I would be pretty hesitant to buy a house anywhere along that creek. Now, obviously the vast majority of blocks on top of its course are fine....but there have been some dramatic cases where they were very much not fine in the past century.
Two big examples come to mind:
Around 50th and Brown, about half a city block worth of rowhomes were swallowed when the ground caved in along the creek/sewer's course. There's now a playground on the site.
The location of Supremo at 43rd and Walnut was formerly home to houses on the 4300 blocks of Sansom and Walnut, many of which were also destroyed by a similar cave-in.

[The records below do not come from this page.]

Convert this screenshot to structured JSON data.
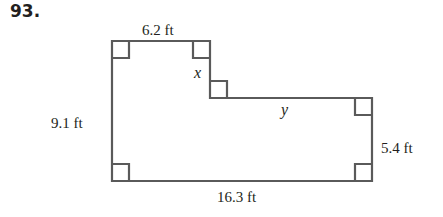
{
  "problem_number": "93.",
  "figure": {
    "type": "L-shaped polygon with right-angle markers",
    "labels": {
      "top": "6.2 ft",
      "left": "9.1 ft",
      "right": "5.4 ft",
      "bottom": "16.3 ft",
      "step_vertical": "x",
      "step_horizontal": "y"
    },
    "stroke_color": "#5a5a5a",
    "right_angle_markers": 7
  }
}
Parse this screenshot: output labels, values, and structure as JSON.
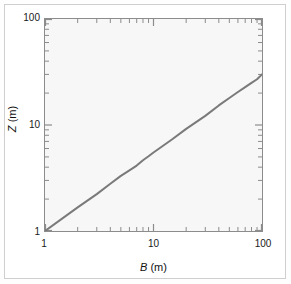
{
  "figure": {
    "background_color": "#ffffff",
    "frame_color": "#cfcfcf",
    "plot_background_color": "#f7f7f7",
    "axis_color": "#8c8c8c",
    "line_color": "#7a7a7a"
  },
  "axis_titles": {
    "x_symbol": "B",
    "x_unit": " (m)",
    "y_symbol": "Z",
    "y_unit": " (m)"
  },
  "x_ticks": {
    "labels": [
      "1",
      "10",
      "100"
    ],
    "values": [
      1,
      10,
      100
    ]
  },
  "y_ticks": {
    "labels": [
      "1",
      "10",
      "100"
    ],
    "values": [
      1,
      10,
      100
    ]
  },
  "chart_data": {
    "type": "line",
    "title": "",
    "subtitle": "",
    "xlabel": "B (m)",
    "ylabel": "Z (m)",
    "xscale": "log",
    "yscale": "log",
    "xlim": [
      1,
      100
    ],
    "ylim": [
      1,
      100
    ],
    "grid": false,
    "legend": null,
    "legend_position": "none",
    "xticks": [
      1,
      10,
      100
    ],
    "xticklabels": [
      "1",
      "10",
      "100"
    ],
    "yticks": [
      1,
      10,
      100
    ],
    "yticklabels": [
      "1",
      "10",
      "100"
    ],
    "minor_ticks": true,
    "tick_direction": "in",
    "series": [
      {
        "name": "Z vs B",
        "color": "#7a7a7a",
        "linewidth": 2,
        "relation": "Z = B^0.74",
        "x": [
          1,
          2,
          3,
          4,
          5,
          6,
          7,
          8,
          9,
          10,
          15,
          20,
          30,
          40,
          50,
          60,
          70,
          80,
          90,
          100
        ],
        "y": [
          1.0,
          1.67,
          2.23,
          2.79,
          3.31,
          3.73,
          4.14,
          4.65,
          5.07,
          5.5,
          7.38,
          9.2,
          12.2,
          15.3,
          18.0,
          20.5,
          22.8,
          25.0,
          27.0,
          30.0
        ]
      }
    ]
  }
}
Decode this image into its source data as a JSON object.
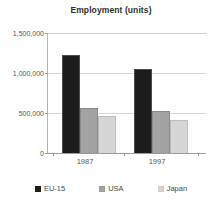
{
  "chart_data": {
    "type": "bar",
    "title": "Employment (units)",
    "xlabel": "",
    "ylabel": "",
    "categories": [
      "1987",
      "1997"
    ],
    "series": [
      {
        "name": "EU-15",
        "color": "#1c1c1c",
        "values": [
          1225000,
          1050000
        ]
      },
      {
        "name": "USA",
        "color": "#a3a3a3",
        "values": [
          560000,
          525000
        ]
      },
      {
        "name": "Japan",
        "color": "#d6d6d6",
        "values": [
          460000,
          410000
        ]
      }
    ],
    "ylim": [
      0,
      1500000
    ],
    "ytick_labels": [
      "1,500,000",
      "1,000,000",
      "500,000",
      "0"
    ],
    "ytick_values": [
      1500000,
      1000000,
      500000,
      0
    ],
    "grid": true,
    "legend_position": "bottom"
  }
}
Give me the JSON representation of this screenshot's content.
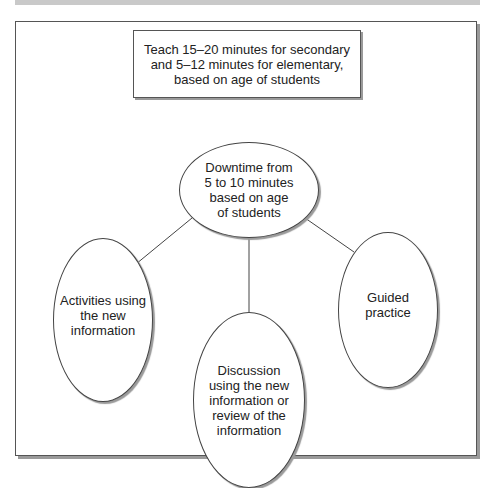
{
  "diagram": {
    "top_box": {
      "text": "Teach 15–20 minutes for secondary\nand 5–12 minutes for elementary,\nbased on age of students"
    },
    "central_node": {
      "text": "Downtime from\n5 to 10 minutes\nbased on age\nof students"
    },
    "child_nodes": [
      {
        "id": "left",
        "text": "Activities using\nthe new\ninformation"
      },
      {
        "id": "middle",
        "text": "Discussion\nusing the new\ninformation or\nreview of the\ninformation"
      },
      {
        "id": "right",
        "text": "Guided practice"
      }
    ],
    "edges": [
      {
        "from": "central",
        "to": "left"
      },
      {
        "from": "central",
        "to": "middle"
      },
      {
        "from": "central",
        "to": "right"
      }
    ],
    "colors": {
      "border": "#444444",
      "shadow": "#9a9a9a",
      "topbar": "#c9c9c9",
      "background": "#ffffff"
    }
  }
}
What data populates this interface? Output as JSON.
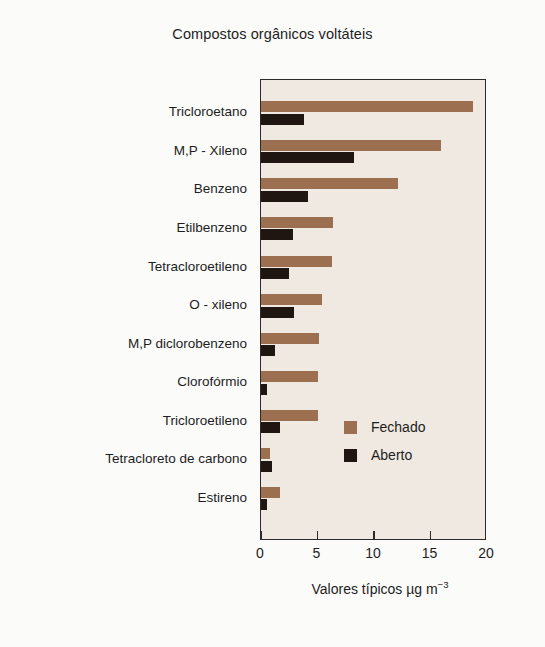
{
  "chart_data": {
    "type": "bar",
    "orientation": "horizontal",
    "title": "Compostos orgânicos voltáteis",
    "xlabel": "Valores típicos µg m",
    "xlabel_exponent": "−3",
    "ylabel": "",
    "xlim": [
      0,
      20
    ],
    "xticks": [
      0,
      5,
      10,
      15,
      20
    ],
    "xtick_labels": [
      "0",
      "5",
      "10",
      "15",
      "20"
    ],
    "grid": false,
    "legend_position": "center-right-inside",
    "categories": [
      "Tricloroetano",
      "M,P - Xileno",
      "Benzeno",
      "Etilbenzeno",
      "Tetracloroetileno",
      "O - xileno",
      "M,P diclorobenzeno",
      "Clorofórmio",
      "Tricloroetileno",
      "Tetracloreto de carbono",
      "Estireno"
    ],
    "series": [
      {
        "name": "Fechado",
        "color": "#9c6f50",
        "values": [
          18.8,
          15.9,
          12.1,
          6.4,
          6.3,
          5.4,
          5.1,
          5.0,
          5.0,
          0.8,
          1.7
        ]
      },
      {
        "name": "Aberto",
        "color": "#201611",
        "values": [
          3.8,
          8.2,
          4.2,
          2.8,
          2.5,
          2.9,
          1.2,
          0.5,
          1.7,
          1.0,
          0.5
        ]
      }
    ]
  },
  "legend": {
    "items": [
      {
        "label": "Fechado",
        "color": "#9c6f50"
      },
      {
        "label": "Aberto",
        "color": "#201611"
      }
    ]
  },
  "colors": {
    "fechado": "#9c6f50",
    "aberto": "#201611",
    "plot_background": "#efe9e1",
    "figure_background": "#fbfbfa",
    "axis": "#2b2b2b"
  }
}
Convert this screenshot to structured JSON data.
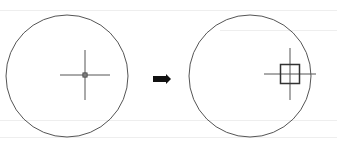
{
  "diagram": {
    "stroke_color": "#555555",
    "arrow_color": "#111111",
    "before": {
      "circle": {
        "cx": 67,
        "cy": 76,
        "r": 61
      },
      "crosshair": {
        "cx": 85,
        "cy": 75,
        "h_half": 25,
        "v_half": 25
      },
      "pickbox_size": 4
    },
    "arrow": {
      "x1": 153,
      "x2": 171,
      "y": 79
    },
    "after": {
      "circle": {
        "cx": 250,
        "cy": 76,
        "r": 61
      },
      "crosshair": {
        "cx": 290,
        "cy": 74,
        "h_half": 26,
        "v_half": 26
      },
      "pickbox_size": 19
    }
  }
}
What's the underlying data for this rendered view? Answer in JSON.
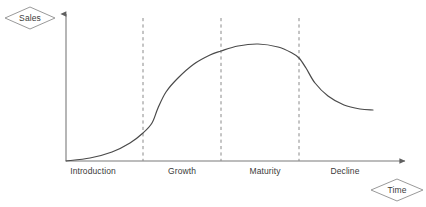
{
  "diagram": {
    "axes": {
      "y_label": "Sales",
      "x_label": "Time",
      "y_label_shape": "diamond",
      "x_label_shape": "diamond",
      "axis_color": "#6b6b6b",
      "y_axis_arrow": "arrow-up",
      "x_axis_arrow": "arrow-right"
    },
    "stages": [
      {
        "label": "Introduction",
        "center_x": 93
      },
      {
        "label": "Growth",
        "center_x": 182
      },
      {
        "label": "Maturity",
        "center_x": 265
      },
      {
        "label": "Decline",
        "center_x": 345
      }
    ],
    "dividers": [
      {
        "x": 143
      },
      {
        "x": 221
      },
      {
        "x": 299
      }
    ],
    "curve_color": "#4a4a4a",
    "divider_color": "#8a8a8a",
    "text_color": "#3a3a3a"
  },
  "chart_data": {
    "type": "line",
    "xlabel": "Time",
    "ylabel": "Sales",
    "grid": false,
    "legend": null,
    "categories": [
      "Introduction",
      "Growth",
      "Maturity",
      "Decline"
    ],
    "stage_boundaries_x": [
      143,
      221,
      299
    ],
    "axis_origin": {
      "x": 66,
      "y": 161
    },
    "axis_extent": {
      "x_end": 410,
      "y_top": 10
    },
    "series": [
      {
        "name": "Sales",
        "points": [
          {
            "x": 66,
            "y": 161
          },
          {
            "x": 90,
            "y": 158
          },
          {
            "x": 112,
            "y": 152
          },
          {
            "x": 130,
            "y": 143
          },
          {
            "x": 143,
            "y": 133
          },
          {
            "x": 152,
            "y": 123
          },
          {
            "x": 158,
            "y": 108
          },
          {
            "x": 166,
            "y": 92
          },
          {
            "x": 178,
            "y": 78
          },
          {
            "x": 194,
            "y": 64
          },
          {
            "x": 210,
            "y": 55
          },
          {
            "x": 221,
            "y": 51
          },
          {
            "x": 238,
            "y": 46
          },
          {
            "x": 258,
            "y": 44
          },
          {
            "x": 278,
            "y": 47
          },
          {
            "x": 292,
            "y": 53
          },
          {
            "x": 299,
            "y": 58
          },
          {
            "x": 306,
            "y": 68
          },
          {
            "x": 315,
            "y": 83
          },
          {
            "x": 328,
            "y": 96
          },
          {
            "x": 344,
            "y": 105
          },
          {
            "x": 360,
            "y": 109
          },
          {
            "x": 373,
            "y": 110
          }
        ]
      }
    ],
    "annotations": [
      {
        "text": "Introduction",
        "x": 93,
        "y": 172
      },
      {
        "text": "Growth",
        "x": 182,
        "y": 172
      },
      {
        "text": "Maturity",
        "x": 265,
        "y": 172
      },
      {
        "text": "Decline",
        "x": 345,
        "y": 172
      }
    ]
  }
}
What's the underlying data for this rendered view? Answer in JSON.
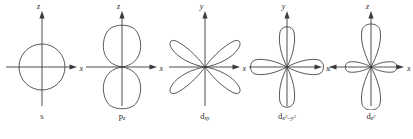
{
  "figure": {
    "background_color": "#ffffff",
    "line_color": "#3a3a3a",
    "text_color": "#2b2b2b"
  },
  "orbitals": [
    {
      "id": "s",
      "shape": "circle",
      "label_base": "s",
      "label_sub": "",
      "label_sup": "",
      "vertical_axis_label": "z",
      "horizontal_axis_label": "x",
      "lobe_count": 0,
      "lobe_orientation": "spherical"
    },
    {
      "id": "pz",
      "shape": "two-lobe",
      "label_base": "p",
      "label_sub": "z",
      "label_sup": "",
      "vertical_axis_label": "z",
      "horizontal_axis_label": "x",
      "lobe_count": 2,
      "lobe_orientation": "vertical"
    },
    {
      "id": "dxy",
      "shape": "four-lobe",
      "label_base": "d",
      "label_sub": "xy",
      "label_sup": "",
      "vertical_axis_label": "y",
      "horizontal_axis_label": "x",
      "lobe_count": 4,
      "lobe_orientation": "diagonal"
    },
    {
      "id": "dx2y2",
      "shape": "four-lobe",
      "label_base": "d",
      "label_sub": "x",
      "label_sub_tail": "–y",
      "label_sup": "2",
      "vertical_axis_label": "y",
      "horizontal_axis_label": "x",
      "lobe_count": 4,
      "lobe_orientation": "axial"
    },
    {
      "id": "dz2",
      "shape": "two-lobe-with-torus",
      "label_base": "d",
      "label_sub": "z",
      "label_sup": "2",
      "vertical_axis_label": "z",
      "horizontal_axis_label": "x",
      "lobe_count": 2,
      "lobe_orientation": "vertical-with-ring"
    }
  ]
}
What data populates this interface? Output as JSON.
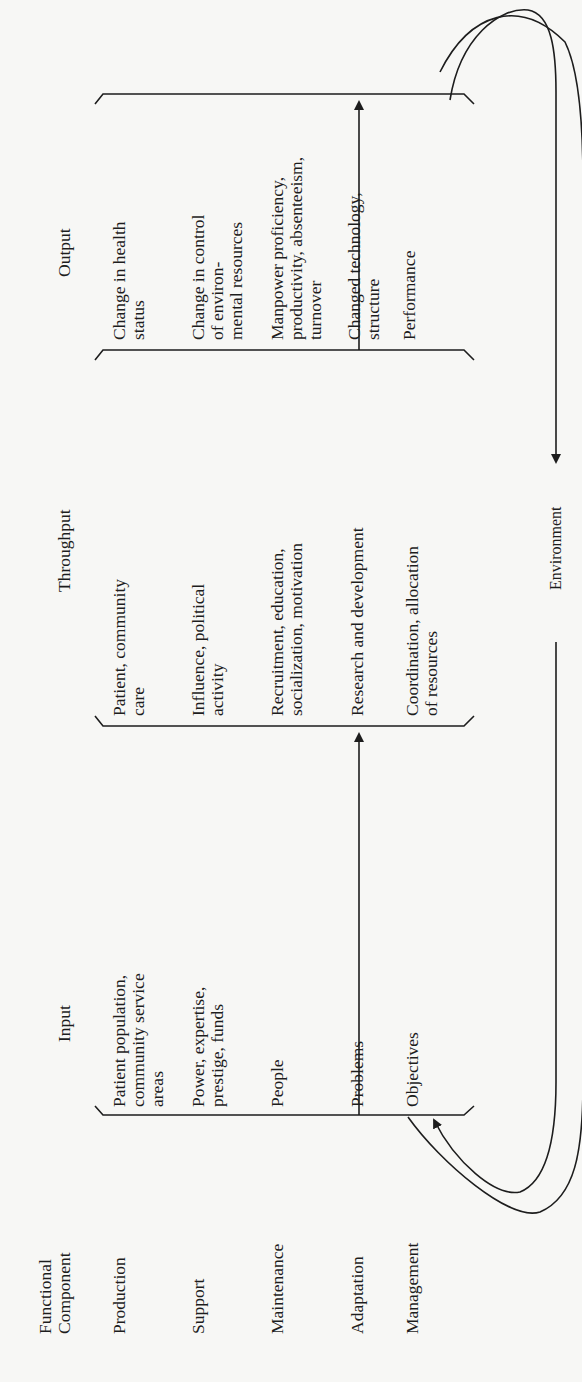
{
  "figure": {
    "orientation": "rotated-90-ccw",
    "headers": {
      "functional_component": [
        "Functional",
        "Component"
      ],
      "input": "Input",
      "throughput": "Throughput",
      "output": "Output"
    },
    "rows": [
      {
        "component": "Production",
        "input": [
          "Patient population,",
          "community service",
          "areas"
        ],
        "throughput": [
          "Patient, community",
          "care"
        ],
        "output": [
          "Change in health",
          "status"
        ]
      },
      {
        "component": "Support",
        "input": [
          "Power, expertise,",
          "prestige, funds"
        ],
        "throughput": [
          "Influence, political",
          "activity"
        ],
        "output": [
          "Change in control",
          "of environ-",
          "mental resources"
        ]
      },
      {
        "component": "Maintenance",
        "input": [
          "People"
        ],
        "throughput": [
          "Recruitment, education,",
          "socialization, motivation"
        ],
        "output": [
          "Manpower proficiency,",
          "productivity, absenteeism,",
          "turnover"
        ]
      },
      {
        "component": "Adaptation",
        "input": [
          "Problems"
        ],
        "throughput": [
          "Research and development"
        ],
        "output": [
          "Changed technology,",
          "structure"
        ]
      },
      {
        "component": "Management",
        "input": [
          "Objectives"
        ],
        "throughput": [
          "Coordination, allocation",
          "of resources"
        ],
        "output": [
          "Performance"
        ]
      }
    ],
    "feedback_label": "Environment"
  }
}
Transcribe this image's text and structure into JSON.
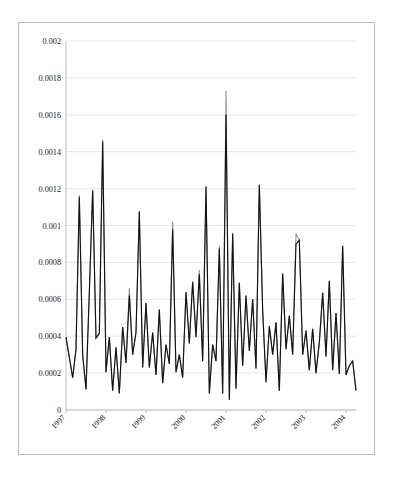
{
  "figure": {
    "name": "option-volume-timeseries-figure",
    "border_color": "#b9b9b9",
    "background": "#ffffff"
  },
  "chart_data": {
    "type": "line",
    "title": "",
    "subtitle": "",
    "xlabel": "",
    "ylabel": "",
    "xlim": [
      1997.0,
      2004.83
    ],
    "ylim": [
      0,
      0.002
    ],
    "grid": true,
    "grid_axis": "y",
    "legend_position": "bottom",
    "x_tick_labels": [
      "1997",
      "1998",
      "1999",
      "2000",
      "2001",
      "2002",
      "2003",
      "2004"
    ],
    "x_tick_values": [
      1997,
      1998,
      1999,
      2000,
      2001,
      2002,
      2003,
      2004
    ],
    "x_tick_rotation": 45,
    "y_tick_labels": [
      "0",
      "0.0002",
      "0.0004",
      "0.0006",
      "0.0008",
      "0.001",
      "0.0012",
      "0.0014",
      "0.0016",
      "0.0018",
      "0.002"
    ],
    "y_tick_values": [
      0,
      0.0002,
      0.0004,
      0.0006,
      0.0008,
      0.001,
      0.0012,
      0.0014,
      0.0016,
      0.0018,
      0.002
    ],
    "colors": {
      "put": "#8f8f8f",
      "call": "#141414"
    },
    "series": [
      {
        "name": "Put",
        "color": "#8f8f8f",
        "values": [
          0.000395,
          0.000285,
          0.000175,
          0.00033,
          0.001165,
          0.0003,
          0.000115,
          0.00064,
          0.001195,
          0.00039,
          0.000415,
          0.001465,
          0.000205,
          0.000395,
          0.000105,
          0.00034,
          9e-05,
          0.00045,
          0.000255,
          0.00066,
          0.0003,
          0.00042,
          0.00108,
          0.00023,
          0.00058,
          0.00023,
          0.00042,
          0.00019,
          0.000545,
          0.000145,
          0.000355,
          0.00025,
          0.00102,
          0.000205,
          0.0003,
          0.000175,
          0.00064,
          0.00036,
          0.000695,
          0.000395,
          0.00076,
          0.000265,
          0.001215,
          9e-05,
          0.000355,
          0.000265,
          0.00089,
          9e-05,
          0.00173,
          5.5e-05,
          0.00096,
          0.000115,
          0.00069,
          0.00024,
          0.00062,
          0.00032,
          0.0006,
          0.000225,
          0.001225,
          0.00054,
          0.00015,
          0.000455,
          0.0003,
          0.000475,
          0.000105,
          0.00074,
          0.00033,
          0.00051,
          0.0003,
          0.000955,
          0.00092,
          0.0003,
          0.00043,
          0.000215,
          0.00044,
          0.0002,
          0.000365,
          0.000635,
          0.00029,
          0.0007,
          0.000215,
          0.000525,
          0.000195,
          0.00089,
          0.00019,
          0.00024,
          0.000265,
          0.000105
        ]
      },
      {
        "name": "Call",
        "color": "#141414",
        "values": [
          0.000395,
          0.000285,
          0.000175,
          0.00033,
          0.001155,
          0.0003,
          0.00011,
          0.00064,
          0.00119,
          0.00039,
          0.000415,
          0.001455,
          0.000205,
          0.000395,
          0.000105,
          0.00034,
          9e-05,
          0.00045,
          0.000255,
          0.00062,
          0.0003,
          0.00042,
          0.001075,
          0.00023,
          0.00058,
          0.00023,
          0.00042,
          0.00019,
          0.000545,
          0.000145,
          0.000355,
          0.00025,
          0.00098,
          0.000205,
          0.0003,
          0.000175,
          0.00064,
          0.00036,
          0.000695,
          0.000395,
          0.000735,
          0.000265,
          0.00121,
          9e-05,
          0.000355,
          0.000265,
          0.000875,
          9e-05,
          0.0016,
          5.5e-05,
          0.000955,
          0.000115,
          0.00069,
          0.00024,
          0.00062,
          0.00032,
          0.0006,
          0.000225,
          0.00122,
          0.00054,
          0.00015,
          0.000455,
          0.0003,
          0.000475,
          0.000105,
          0.00074,
          0.00033,
          0.00051,
          0.0003,
          0.0009,
          0.00092,
          0.0003,
          0.00043,
          0.000215,
          0.00044,
          0.0002,
          0.000365,
          0.000635,
          0.00029,
          0.0007,
          0.000215,
          0.000525,
          0.000195,
          0.00089,
          0.00019,
          0.00024,
          0.000265,
          0.000105
        ]
      }
    ]
  },
  "legend": {
    "items": [
      {
        "label": "Put",
        "color": "#8f8f8f"
      },
      {
        "label": "Call",
        "color": "#141414"
      }
    ]
  }
}
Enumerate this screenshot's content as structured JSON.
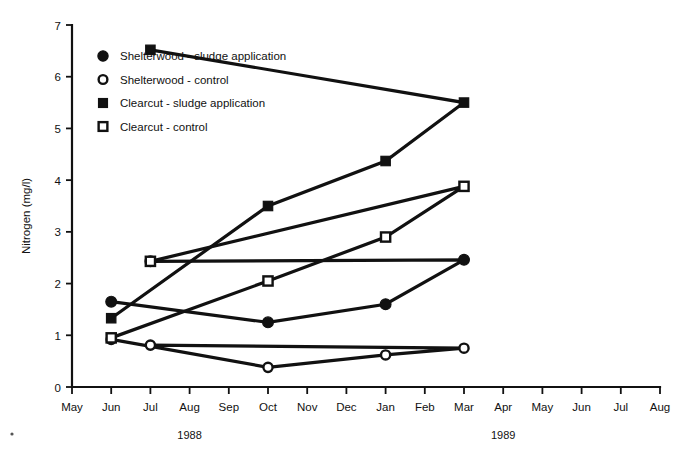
{
  "chart_data": {
    "type": "line",
    "title": "",
    "xlabel": "",
    "ylabel": "Nitrogen (mg/l)",
    "ylim": [
      0,
      7
    ],
    "yticks": [
      0,
      1,
      2,
      3,
      4,
      5,
      6,
      7
    ],
    "ytick_labels": [
      "0",
      "1",
      "2",
      "3",
      "4",
      "5",
      "6",
      "7"
    ],
    "categories": [
      "May",
      "Jun",
      "Jul",
      "Aug",
      "Sep",
      "Oct",
      "Nov",
      "Dec",
      "Jan",
      "Feb",
      "Mar",
      "Apr",
      "May",
      "Jun",
      "Jul",
      "Aug"
    ],
    "x_group_labels": [
      {
        "label": "1988",
        "center_category": "Aug"
      },
      {
        "label": "1989",
        "center_category": "Apr"
      }
    ],
    "grid": false,
    "legend_position": "upper-left-inside",
    "series": [
      {
        "name": "Shelterwood - sludge application",
        "marker": "filled-circle",
        "x": [
          "Jun",
          "Oct",
          "Jan",
          "Mar",
          "Jul"
        ],
        "values": [
          1.65,
          1.25,
          1.6,
          2.46,
          2.43
        ]
      },
      {
        "name": "Shelterwood - control",
        "marker": "open-circle",
        "x": [
          "Jun",
          "Oct",
          "Jan",
          "Mar",
          "Jul"
        ],
        "values": [
          0.92,
          0.38,
          0.62,
          0.75,
          0.81
        ]
      },
      {
        "name": "Clearcut - sludge application",
        "marker": "filled-square",
        "x": [
          "Jun",
          "Oct",
          "Jan",
          "Mar",
          "Jul"
        ],
        "values": [
          1.33,
          3.5,
          4.37,
          5.5,
          6.52
        ]
      },
      {
        "name": "Clearcut - control",
        "marker": "open-square",
        "x": [
          "Jun",
          "Oct",
          "Jan",
          "Mar",
          "Jul"
        ],
        "values": [
          0.95,
          2.05,
          2.9,
          3.88,
          2.43
        ]
      }
    ]
  },
  "legend": {
    "entries": [
      {
        "label": "Shelterwood - sludge application",
        "marker": "filled-circle"
      },
      {
        "label": "Shelterwood - control",
        "marker": "open-circle"
      },
      {
        "label": "Clearcut - sludge application",
        "marker": "filled-square"
      },
      {
        "label": "Clearcut - control",
        "marker": "open-square"
      }
    ]
  },
  "colors": {
    "ink": "#111111",
    "background": "#ffffff"
  }
}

As an honorable mention, the 2019 sinkhole in the middle of Baltimore Ave at 43rd was of course caused by subsidence along the same path. And before the redesign of Clark Park, you'd often get ridiculous flooding at the corner there - I have a photo from 2010 of at least a foot of water engulfing the northeast corner of the A Park.
Even if houses along the creek's course aren't necessarily at a super high risk of collapse, it has to be higher than...well, literally anywhere else, and also I have to assume they deal with way more basement flooding than the average.
Personally I like living, if not on the top of a former hill, at least on the upward half of a slope, in between former creek basins.